I'm embedding VLC in to a webpage, I want the user to be prompted to download VLC if it isn't already installed. I'm using Firefox to test with, if VLC isn't installed it shows a grey box with the text "a plugin is needed to display this content", is it possible to add a download link to this window?
Typically, you are using the "embed" tag to define a plugin in a html page, which allows the inclusion of the optional argument "pluginspage", which you should set to our website (aka "http://www.videolan.org/vlc/") like in our sample code for the web plugin.
Alternatively, you could set "pluginurl" for the direct download link, but given that this would be different URLs for different operating systems, the argument above is the proper way.
Regrettably, I can't say if this argument is actually respected by Firefox, but it should be.
I need to work on multiple PDF files and because of annotating those files, I prefer to use Preview built-in app for Mac OSX.
If I am in the middle of one PDF file say on Page 5, and I transit to some other PDF file and come back to the previous file, then I always get the first page of that PDF.
Is there any setting which I can use so that I always get the page from where I left?
Not sure what the problem is, mine works as you seem to want it to. Maybe your Preferences are set differently. Here are mine.
I have a site - www.jcrocetta.com.
On this site I have 2 pdf files. One file has blurred data and the other is clear, both files were created with pdftk.
In order to blur out some personal data in the pdf I used Inkscape. But Inkscape only opens/edits one PDF page at a time. After I made my edits in Inkscape I saved the files as .pdf formatted files. At that point I had three separate pdf files, pages 1 through 3. I then used pdftk to concatenate the 3 files into one.
The final pdftk-produced files are on www.jcrocetta.com. Just click the public information button.
In Chrome viewing inline works fine.
Downloading the file from Firefox works fine too.
But viewing inline on Firefox it renders blank pages.
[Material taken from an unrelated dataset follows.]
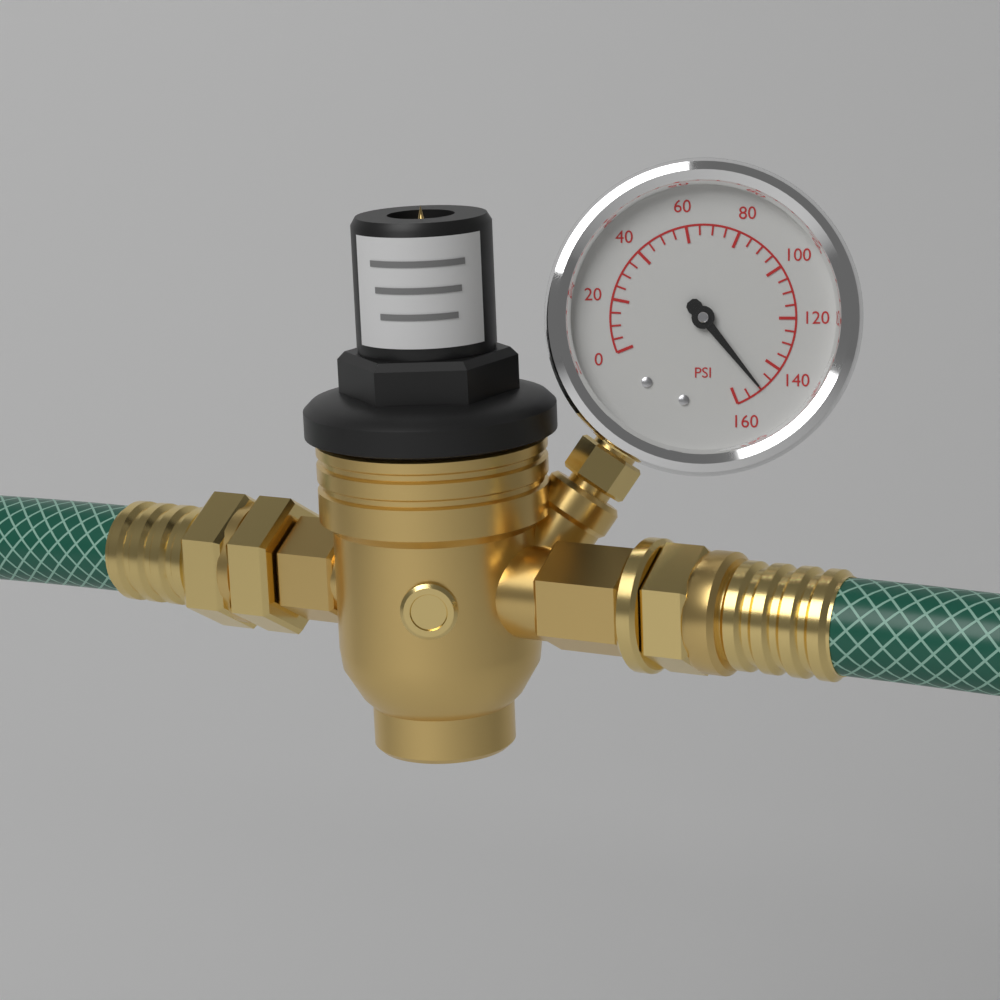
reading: 150 psi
How can I fix this?
Also, I know that pdf files not produced with pdftk will render correctly on both Chrome and Firefox.
Thanks for your help.
FireFox has a lovely new feature: It now uses the PDF.js library to render PDF files, instead of calling out to an Adobe Reader plugin, or forcing you to save the file to disk. Unfortunately, it seem that PDF.js isn't quite perfect yet. A quick search shows that other people have the same issue, but the only "solution" I've seen offered boils down to "file a bug report at https://github.com/mozilla/pdf.js/issues or https://bugzilla.mozilla.org/enter_bug.cgi?product=Firefox&component=PDF+Viewer".
Also: Do the three individual PDF files render in FireFox, before you use pdftk to concatenate them?